Crannog, Kiltoom, Co. Westmeath

Co. Westmeath |

Settlement Sites

Crannog, Kiltoom, Co. Westmeath

At the north-eastern end of a Westmeath lake, a small island sits close enough to the shore that you could almost wade to it, connected by a broad causeway of stone and earth roughly thirty metres long and ten metres wide.

That causeway, and the island it leads to, are the visible remains of a crannóg, a type of artificial or partly artificial island dwelling used in Ireland from the Bronze Age through to the early modern period. What makes this particular example quietly interesting is that it is not purely man-made: it began as a natural islet of limestone bedrock and was then deliberately enhanced, with cairns of stones arranged across the surface and large boulders laid against the south-eastern side of the outcrop. The bedrock itself juts noticeably above the waterline to the north-west, giving the site a layered quality, part geology, part human intervention.

Aidan O'Sullivan, who surveyed and described the site, catalogued it as Kiltoom 10, placing it within a broader study of crannóg usage across Irish lakes. The ancient shoreline, he noted, lies about fifty metres to the north-east, meaning the water level has changed over time and what was once a more clearly isolated island is today practically at the water's edge, with depths of only around one metre off its western side. The steep slope overlooking the site from the north-east would have made the crannóg naturally defensible and visually commanding, with open views stretching north-west, west, and south-west across the water. The causeway, while ancient in origin, appears to have been widened or reinforced at some point by modern land clearance activity, blurring the line between its original form and more recent practical use.

Today the island hosts three duck hides positioned to the north, north-east, and south, so the site has slipped quietly into use as a wildfowling spot, its prehistoric origins unremarked upon by anyone settling in for a morning's wait. The limestone outcrop and the scatter of boulders across its surface are still plainly visible, and the causeway remains a functional, if unassuming, crossing point to what was once, in all likelihood, someone's carefully chosen home.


- [Exercise] In full and without alteration, write out the lines below.

┌─ Data to process

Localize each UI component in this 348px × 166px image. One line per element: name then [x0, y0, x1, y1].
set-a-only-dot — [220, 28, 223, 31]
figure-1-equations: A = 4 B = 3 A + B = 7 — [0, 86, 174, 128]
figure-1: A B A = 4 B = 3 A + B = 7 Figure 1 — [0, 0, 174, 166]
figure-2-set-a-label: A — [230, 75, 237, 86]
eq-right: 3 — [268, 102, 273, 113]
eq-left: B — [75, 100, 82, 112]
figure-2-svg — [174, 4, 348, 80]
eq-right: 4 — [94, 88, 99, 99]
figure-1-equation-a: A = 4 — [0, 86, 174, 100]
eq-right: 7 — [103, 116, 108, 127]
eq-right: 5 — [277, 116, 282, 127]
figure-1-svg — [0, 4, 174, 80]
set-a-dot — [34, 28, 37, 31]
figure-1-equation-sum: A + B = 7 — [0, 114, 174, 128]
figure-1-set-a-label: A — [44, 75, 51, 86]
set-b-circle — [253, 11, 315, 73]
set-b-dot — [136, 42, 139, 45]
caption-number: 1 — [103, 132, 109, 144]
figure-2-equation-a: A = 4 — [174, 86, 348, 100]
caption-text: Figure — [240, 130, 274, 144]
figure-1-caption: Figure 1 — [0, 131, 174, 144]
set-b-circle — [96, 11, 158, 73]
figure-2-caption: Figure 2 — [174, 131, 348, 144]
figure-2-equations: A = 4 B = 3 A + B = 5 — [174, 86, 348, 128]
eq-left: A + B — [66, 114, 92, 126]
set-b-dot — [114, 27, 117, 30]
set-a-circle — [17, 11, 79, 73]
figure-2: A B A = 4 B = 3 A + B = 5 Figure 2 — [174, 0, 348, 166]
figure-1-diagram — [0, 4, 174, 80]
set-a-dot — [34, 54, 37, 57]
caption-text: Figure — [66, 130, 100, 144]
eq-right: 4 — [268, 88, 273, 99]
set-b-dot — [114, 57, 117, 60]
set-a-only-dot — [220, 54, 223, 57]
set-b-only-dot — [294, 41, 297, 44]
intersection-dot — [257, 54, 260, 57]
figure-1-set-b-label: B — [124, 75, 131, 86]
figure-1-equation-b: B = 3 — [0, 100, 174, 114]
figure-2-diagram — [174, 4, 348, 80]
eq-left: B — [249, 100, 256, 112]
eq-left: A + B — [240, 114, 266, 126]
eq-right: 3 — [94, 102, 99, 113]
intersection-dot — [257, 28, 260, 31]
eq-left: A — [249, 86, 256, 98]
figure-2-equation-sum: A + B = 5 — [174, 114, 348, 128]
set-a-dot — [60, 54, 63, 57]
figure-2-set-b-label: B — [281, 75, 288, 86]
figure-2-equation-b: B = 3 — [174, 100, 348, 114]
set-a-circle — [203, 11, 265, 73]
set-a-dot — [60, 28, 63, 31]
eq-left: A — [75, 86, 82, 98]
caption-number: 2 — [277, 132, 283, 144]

└─

- [Answer box]
Localize each UI component in this 348px × 166px image. One line per element: name then [x0, y0, x1, y1].
set-a-only-dot — [220, 28, 223, 31]
figure-1-equations: A = 4 B = 3 A + B = 7 — [0, 86, 174, 128]
figure-1: A B A = 4 B = 3 A + B = 7 Figure 1 — [0, 0, 174, 166]
figure-2-set-a-label: A — [230, 75, 237, 86]
eq-right: 3 — [268, 102, 273, 113]
eq-left: B — [75, 100, 82, 112]
figure-2-svg — [174, 4, 348, 80]
eq-right: 4 — [94, 88, 99, 99]
figure-1-equation-a: A = 4 — [0, 86, 174, 100]
eq-right: 7 — [103, 116, 108, 127]
eq-right: 5 — [277, 116, 282, 127]
figure-1-svg — [0, 4, 174, 80]
set-a-dot — [34, 28, 37, 31]
figure-1-equation-sum: A + B = 7 — [0, 114, 174, 128]
figure-1-set-a-label: A — [44, 75, 51, 86]
set-b-circle — [253, 11, 315, 73]
set-b-dot — [136, 42, 139, 45]
caption-number: 1 — [103, 132, 109, 144]
figure-2-equation-a: A = 4 — [174, 86, 348, 100]
caption-text: Figure — [240, 130, 274, 144]
figure-1-caption: Figure 1 — [0, 131, 174, 144]
set-b-circle — [96, 11, 158, 73]
figure-2-caption: Figure 2 — [174, 131, 348, 144]
figure-2-equations: A = 4 B = 3 A + B = 5 — [174, 86, 348, 128]
eq-left: A + B — [66, 114, 92, 126]
set-b-dot — [114, 27, 117, 30]
set-a-circle — [17, 11, 79, 73]
figure-2: A B A = 4 B = 3 A + B = 5 Figure 2 — [174, 0, 348, 166]
figure-1-diagram — [0, 4, 174, 80]
set-a-dot — [34, 54, 37, 57]
caption-text: Figure — [66, 130, 100, 144]
eq-right: 4 — [268, 88, 273, 99]
set-b-dot — [114, 57, 117, 60]
set-a-only-dot — [220, 54, 223, 57]
set-b-only-dot — [294, 41, 297, 44]
intersection-dot — [257, 54, 260, 57]
figure-1-set-b-label: B — [124, 75, 131, 86]
figure-1-equation-b: B = 3 — [0, 100, 174, 114]
figure-2-diagram — [174, 4, 348, 80]
eq-left: B — [249, 100, 256, 112]
eq-left: A + B — [240, 114, 266, 126]
eq-right: 3 — [94, 102, 99, 113]
intersection-dot — [257, 28, 260, 31]
eq-left: A — [249, 86, 256, 98]
figure-2-equation-sum: A + B = 5 — [174, 114, 348, 128]
set-a-dot — [60, 54, 63, 57]
figure-2-set-b-label: B — [281, 75, 288, 86]
figure-2-equation-b: B = 3 — [174, 100, 348, 114]
set-a-circle — [203, 11, 265, 73]
set-a-dot — [60, 28, 63, 31]
eq-left: A — [75, 86, 82, 98]
caption-number: 2 — [277, 132, 283, 144]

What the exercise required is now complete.